I'm really not a fan of how patronizing that article is, never mind how it overcomplicates what are, to me, overall basic and easy things to do (provided you can walk on to the store and get all that you need for meal prep, etc).
I'm not very hot on Soylent, since it's just not my style, but some of those arguing against it definitely aren't convincing me that it is Just Bad, or what-have-you. Of course it'd be better without mold or risk of mold, which is just kinda dumb.
On a second read-through that was primarily sleepiness and some of the phrasings just striking me as childish, or the humor annoying, or a bit of it reeking of unidentified privilege (I know I certainly can't just walk away for 5-30 minutes and get what I need for all of my meals), all of which is unconvincing even if I'm more or less agreed with you.
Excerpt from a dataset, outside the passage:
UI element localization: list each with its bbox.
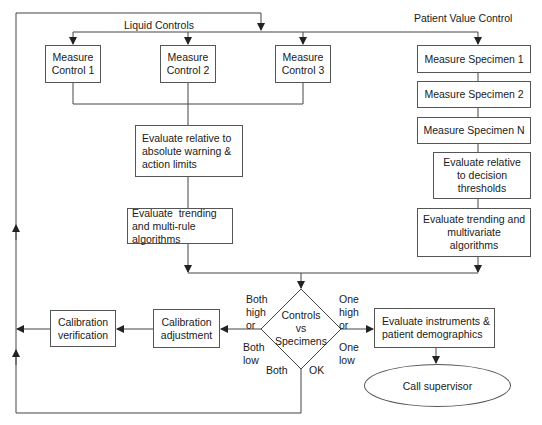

That's not the point though, and I half-wish I elaborated more earlier, but I was busy. Rhinehart is a seriously tedious person, and encapsulates multiple issues I have with certain types of engineering folk; but Soylent, and products like Soylent, are good for what they are. I'm sympathetic to Rhinehart's reasoning for using Soylent (and can't bring myself to care if people even want to go full Soylent), just not the lens through which he views his product, or execution of it. Some of the folks that have mocked him have also been rather tiresome, as Calica referenced earlier.
Ultimately it's only tangentially relevant to me since I'm never going to use stuff like this. And if it works - which it does regardless of who is making it - then it works, so I can't fault it in that regard, even if I would go elsewhere. These products serve a fine niche for people who view food similarly, or are similarly neurotic. That's aight.